The people interviewed for this story include Marie (in our story, we agreed to use only her middle name); Marie’s foster mothers Peggy Cunningham and Shannon McQuery; Marie’s friend Jordan Schweitzer; James Feldman, Marie’s public defender when she was charged with filing a false police report; H. Richmond Fisher, Marie’s attorney in her civil suit against Lynnwood, Washington; Golden, Colorado, police Det. Stacy Galbraith; Westminster, Colorado, Sgt. Edna Hendershot and Sgt. Trevor Materasso; Lakewood, Colorado, police detective Aaron Hassell; Kirkland, Washington, police officer Audra Weber; Lynnwood police Sgt. Jeffrey Mason, Sgt. Rodney Cohnheim and Commander Steve Rider; and Marc O’Leary, who was interviewed at the Sterling Correctional Facility in Colorado. Former Lynnwood police Det. Jerry Rittgarn declined to be interviewed. The description of his background comes from his LinkedIn profile.
We received thousands of pages of documents through public-records requests filed with the following agencies: the police departments in Lynnwood and Kirkland, Washington; the police departments in Golden, Westminster, Aurora and Lakewood, Colorado; and the prosecuting attorney’s offices in Snohomish County, Washington, King County, Washington, and Jefferson County, Colorado.
The records obtained through these requests included investigative reports filed by detectives in Lynnwood and elsewhere; crime-scene photos and surveillance footage collected by the various law-enforcement agencies; the two case reviews of how the Lynnwood police handled the investigation of Marie’s rape report; and video of Marc O’Leary being interviewed by police after his arrest in Colorado.
Words or thoughts attributed to anyone in this story are drawn from these interviews or documents.
We reviewed Marie’s civil suit against Lynnwood, which included such legal exhibits as the medical report from the day she reported being raped and case notes from Project Ladder, the transitional housing program to which she belonged.
Other reporting included pulling transcripts of television news coverage from when Marie was raped and later charged; having court transcripts prepared from when O’Leary was sentenced in Colorado; reviewing grant documents for Project Ladder; and mining the criminal-justice literature for expert views on how rape investigations should be conducted.
We consulted police training guidelines by various organizations, including the International Association of Chiefs of Police and End Violence Against Women International.
Specific statistics:
“Rapes by strangers were uncommon — maybe about 13 percent of cases.” From the National Intimate Partner and Sexual Violence Survey, 2011
“Only about one-fifth to one-third of rapes get reported to police, national surveys show.” From National Crime and Victimization Survey, 2014 and National Violence Against Women Survey, 2006
“Between one-fourth to two-thirds of rapists are serial attackers, studies show.” From JAMA Pediatrics, December 2015 and Violence and Victims, Vol 17, 2002 by David Lisak and Paul M. Miller.
“But most recent research suggests that false reporting is relatively rare. FBI figures show that police annually declare around 5 percent of rape cases unfounded, or baseless. Social scientists examining police records in detail and using methodologically rigorous standards cite similar, single-digit rates.” From research and studies summarized in a Department of Justice-funded study, Policing and Prosecuting Sexual Assault in Los Angeles City and County, 2012 by Cassia Spohn and Katharine Tellis and from an analysis by ProPublica and The Marshall Project of FBI Uniform Crime Reporting program data, 2008–2012.
To determine the rate of rape crimes declared unfounded, or groundless, by law enforcement agencies, we analyzed Uniform Crime Reporting data collected by the Federal Bureau of Investigation. We examined five years of the “Offenses Known and Cleared by Arrest” data to smooth yearly fluctuations common in crime reporting. We excluded agencies that did not report crime statistics in any given month, as well as those that reported no crimes of any kind in a year. We also restricted our examination to only those agencies that reported at least one rape over this timespan.
To calculate the rate, we summed the number of unfounded rapes and divided it by the number of reported rapes. We ran this calculation for all departments that met our criteria on a national level. We also ran the same calculation for Washington state law enforcement agencies that cover cities of the same size as Lynnwood to account for possible variations due to the size of a jurisdiction or local laws.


What you have to do: Search each line below for the word "Objective" and list those that contain it.

Start of Material provided

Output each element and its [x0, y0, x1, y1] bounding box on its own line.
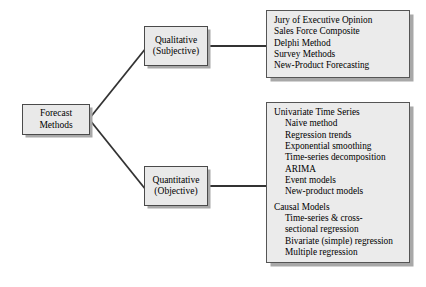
list-item: New-product models — [274, 186, 403, 197]
list-item: sectional regression — [274, 224, 403, 235]
list-item-group-heading: Causal Models — [274, 202, 403, 213]
list-item: Jury of Executive Opinion — [274, 15, 403, 26]
list-box-quantitative-methods: Univariate Time Series Naive method Regr… — [266, 102, 410, 263]
node-qualitative-label: Qualitative (Subjective) — [153, 35, 199, 58]
list-box-qualitative-methods: Jury of Executive Opinion Sales Force Co… — [266, 10, 410, 78]
forecast-methods-diagram: Forecast Methods Qualitative (Subjective… — [0, 0, 426, 287]
node-qualitative-center: Qualitative (Subjective) — [145, 27, 207, 65]
node-quantitative-label: Quantitative (Objective) — [153, 175, 200, 198]
list-item-group-heading: Univariate Time Series — [274, 107, 403, 118]
node-quantitative[interactable]: Quantitative (Objective) — [144, 166, 208, 206]
node-forecast-methods[interactable]: Forecast Methods — [22, 104, 90, 135]
connector-root-to-qualitative — [89, 48, 146, 119]
list-item: Time-series & cross- — [274, 213, 403, 224]
list-item: Event models — [274, 175, 403, 186]
list-item: Exponential smoothing — [274, 141, 403, 152]
node-qualitative[interactable]: Qualitative (Subjective) — [144, 26, 208, 66]
connector-root-to-quantitative — [89, 119, 146, 190]
list-item: Time-series decomposition — [274, 152, 403, 163]
list-item: Delphi Method — [274, 38, 403, 49]
node-quantitative-center: Quantitative (Objective) — [145, 167, 207, 205]
node-forecast-methods-label: Forecast Methods — [39, 108, 72, 131]
list-item: Naive method — [274, 118, 403, 129]
list-item: Regression trends — [274, 130, 403, 141]
list-item: Sales Force Composite — [274, 26, 403, 37]
list-item: New-Product Forecasting — [274, 60, 403, 71]
list-item: Survey Methods — [274, 49, 403, 60]
node-forecast-methods-center: Forecast Methods — [23, 105, 89, 134]
list-item: ARIMA — [274, 164, 403, 175]
list-item: Bivariate (simple) regression — [274, 236, 403, 247]
list-item: Multiple regression — [274, 247, 403, 258]
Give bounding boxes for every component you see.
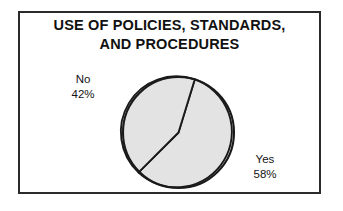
pie-label-yes: Yes 58% xyxy=(232,152,298,182)
chart-title-line-2: AND PROCEDURES xyxy=(18,35,321,54)
chart-title: USE OF POLICIES, STANDARDS, AND PROCEDUR… xyxy=(18,16,321,54)
pie-label-no-value: 42% xyxy=(52,87,114,102)
pie-label-yes-value: 58% xyxy=(232,167,298,182)
pie-label-no: No 42% xyxy=(52,72,114,102)
pie-label-no-name: No xyxy=(52,72,114,87)
pie-chart-figure: USE OF POLICIES, STANDARDS, AND PROCEDUR… xyxy=(0,0,343,211)
pie-chart-plot-area xyxy=(118,72,240,194)
chart-title-line-1: USE OF POLICIES, STANDARDS, xyxy=(18,16,321,35)
pie-chart-svg xyxy=(118,72,240,194)
pie-label-yes-name: Yes xyxy=(232,152,298,167)
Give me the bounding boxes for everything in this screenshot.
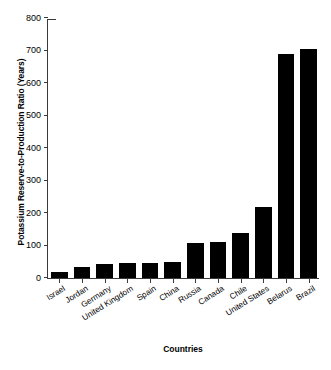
bar [278,54,295,278]
x-tick-mark [59,278,60,283]
x-tick-mark [150,278,151,283]
y-tick-mark [44,147,49,148]
bar [210,242,227,278]
y-tick-label: 500 [26,109,41,122]
bar [300,49,317,278]
y-tick-label: 0 [36,272,41,285]
bar [164,262,181,278]
y-tick-label: 300 [26,174,41,187]
bar [119,263,136,278]
bar [142,263,159,278]
y-tick-mark [44,180,49,181]
x-tick-mark [241,278,242,283]
x-tick-mark [127,278,128,283]
y-tick-label: 200 [26,207,41,220]
x-tick-label-text: Belarus [265,284,294,307]
y-tick-mark [44,17,49,18]
x-tick-mark [105,278,106,283]
y-tick-mark [44,50,49,51]
y-tick-label: 700 [26,44,41,57]
bar [96,264,113,278]
x-tick-label-text: Israel [45,284,67,303]
y-tick-label: 600 [26,77,41,90]
y-tick-mark [44,245,49,246]
bar [255,207,272,279]
x-tick-label-text: China [158,284,181,304]
x-tick-mark [286,278,287,283]
x-tick-mark [173,278,174,283]
x-tick-mark [218,278,219,283]
bar [74,267,91,278]
y-tick-label: 800 [26,12,41,25]
x-axis-title: Countries [47,344,319,354]
y-tick-mark [44,212,49,213]
y-tick-label: 100 [26,239,41,252]
x-tick-mark [195,278,196,283]
y-tick-label: 400 [26,142,41,155]
x-tick-label-text: Brazil [294,284,317,303]
y-tick-mark [44,277,49,278]
x-tick-label-text: Spain [135,284,158,304]
x-tick-label-text: Canada [197,284,227,308]
x-tick-mark [82,278,83,283]
plot-area: 0100200300400500600700800 IsraelJordanGe… [47,19,319,279]
x-tick-mark [309,278,310,283]
bar [187,243,204,278]
bar-chart-figure: Potassium Reserve-to-Production Ratio (Y… [0,0,331,370]
bar [232,233,249,279]
x-tick-label-text: United States [225,284,272,319]
y-tick-mark [44,115,49,116]
x-tick-mark [263,278,264,283]
y-tick-mark [44,82,49,83]
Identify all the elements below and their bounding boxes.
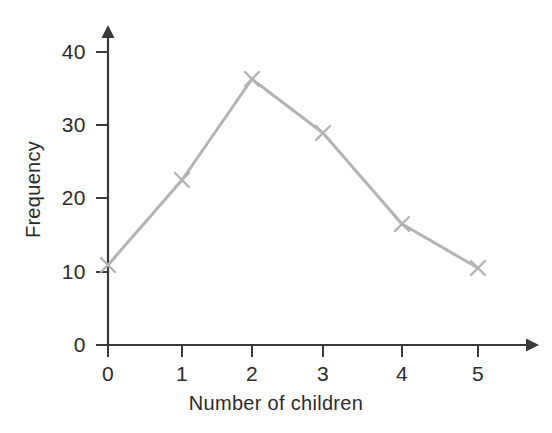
y-tick-label-20: 20 [40, 186, 86, 210]
data-point-4 [395, 217, 409, 231]
data-series-line [108, 79, 478, 268]
y-tick-label-0: 0 [40, 333, 86, 357]
x-tick-label-3: 3 [303, 362, 343, 386]
x-tick-label-0: 0 [88, 362, 128, 386]
x-tick-label-4: 4 [382, 362, 422, 386]
x-axis-title: Number of children [0, 392, 552, 415]
data-point-markers [101, 72, 485, 275]
y-tick-label-30: 30 [40, 113, 86, 137]
data-point-1 [175, 173, 189, 187]
x-tick-label-5: 5 [458, 362, 498, 386]
x-tick-label-1: 1 [162, 362, 202, 386]
data-point-5 [471, 261, 485, 275]
data-point-2 [245, 72, 259, 86]
data-point-3 [316, 126, 330, 140]
x-tick-label-2: 2 [232, 362, 272, 386]
y-tick-label-40: 40 [40, 40, 86, 64]
y-axis-ticks [96, 52, 108, 345]
line-chart: 0 10 20 30 40 0 1 2 3 4 5 Number of chil… [0, 0, 552, 433]
y-axis-title: Frequency [22, 110, 45, 270]
y-tick-label-10: 10 [40, 260, 86, 284]
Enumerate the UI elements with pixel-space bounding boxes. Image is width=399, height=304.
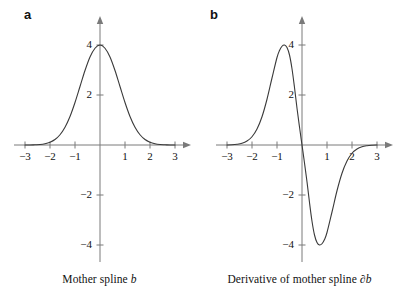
x-tick-label: −1 (69, 150, 81, 162)
caption-a: Mother spline b (0, 272, 199, 286)
panel-a: a (0, 0, 199, 304)
x-tick-label: 1 (324, 150, 330, 162)
caption-text: Mother spline (62, 273, 130, 285)
y-tick-label: −4 (282, 238, 294, 250)
x-tick-labels-a: −3 −2 −1 1 2 3 (19, 150, 178, 162)
x-tick-label: −3 (221, 150, 233, 162)
caption-symbol: b (131, 273, 137, 285)
x-tick-labels-b: −3 −2 −1 1 2 3 (221, 150, 380, 162)
x-tick-label: 3 (172, 150, 178, 162)
y-axis-b (299, 16, 305, 262)
x-tick-label: −3 (19, 150, 31, 162)
y-tick-label: −2 (282, 188, 294, 200)
figure-container: a (0, 0, 399, 304)
x-tick-label: −1 (271, 150, 283, 162)
y-tick-labels-a: 4 2 −2 −4 (80, 38, 92, 250)
x-tick-label: −2 (246, 150, 258, 162)
plot-area-a: −3 −2 −1 1 2 3 4 2 −2 −4 (0, 0, 199, 268)
y-axis-a (97, 16, 103, 262)
y-tick-label: 2 (289, 88, 295, 100)
x-tick-label: 2 (147, 150, 153, 162)
x-tick-label: 1 (122, 150, 128, 162)
plot-svg-b: −3 −2 −1 1 2 3 4 2 −2 −4 (200, 0, 399, 268)
panel-b: b (200, 0, 399, 304)
caption-text: Derivative of mother spline (227, 273, 359, 285)
y-tick-label: −2 (80, 188, 92, 200)
plot-svg-a: −3 −2 −1 1 2 3 4 2 −2 −4 (0, 0, 199, 268)
plot-area-b: −3 −2 −1 1 2 3 4 2 −2 −4 (200, 0, 399, 268)
x-tick-label: −2 (44, 150, 56, 162)
x-tick-label: 3 (374, 150, 380, 162)
y-tick-label: −4 (80, 238, 92, 250)
y-tick-label: 2 (87, 88, 93, 100)
y-tick-label: 4 (289, 38, 295, 50)
y-tick-label: 4 (87, 38, 93, 50)
caption-b: Derivative of mother spline ∂b (200, 272, 399, 286)
caption-symbol: ∂b (360, 273, 372, 285)
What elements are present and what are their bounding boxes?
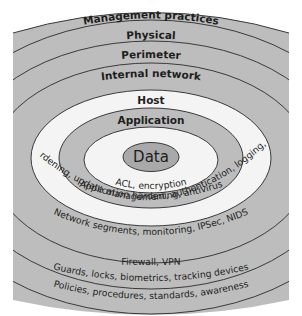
layer-title-physical: Physical bbox=[126, 28, 176, 41]
controls-perimeter: Firewall, VPN bbox=[121, 256, 180, 267]
layer-title-application: Application bbox=[118, 114, 185, 126]
layer-title-data: Data bbox=[133, 148, 169, 166]
defense-in-depth-diagram: Management practices Physical Perimeter … bbox=[0, 0, 302, 316]
layer-title-host: Host bbox=[137, 94, 164, 106]
layer-title-perimeter: Perimeter bbox=[121, 48, 182, 61]
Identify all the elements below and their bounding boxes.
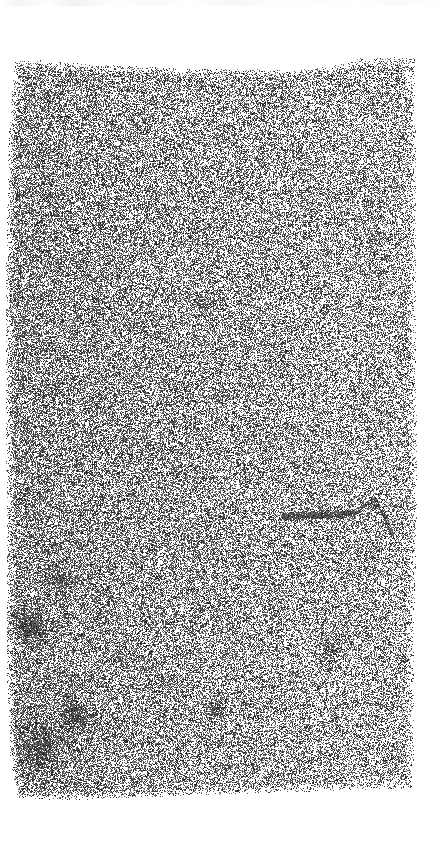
scan-page — [0, 0, 448, 854]
noise-field-canvas — [0, 0, 448, 854]
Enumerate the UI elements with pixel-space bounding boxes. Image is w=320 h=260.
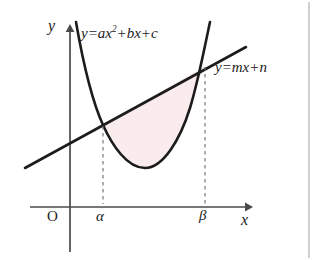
y-axis-arrowhead-icon [66,24,75,32]
y-axis-label: y [48,18,55,34]
line-equation-label: y=mx+n [215,60,267,75]
parabola-equation-tail: +bx+c [117,25,158,41]
figure-container: y=ax2+bx+c y=mx+n y x O α β [0,0,320,260]
parabola-equation-label: y=ax2+bx+c [81,25,158,41]
origin-label: O [47,209,58,224]
x-axis-label: x [241,212,248,228]
parabola-equation-head: y=ax [81,25,112,41]
alpha-tick-label: α [96,209,104,224]
beta-tick-label: β [199,208,206,223]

End of Material provided

Your solution:
node-quantitative-label: Quantitative (Objective) — [153, 175, 200, 198]
node-quantitative[interactable]: Quantitative (Objective) — [144, 166, 208, 206]
node-quantitative-center: Quantitative (Objective) — [145, 167, 207, 205]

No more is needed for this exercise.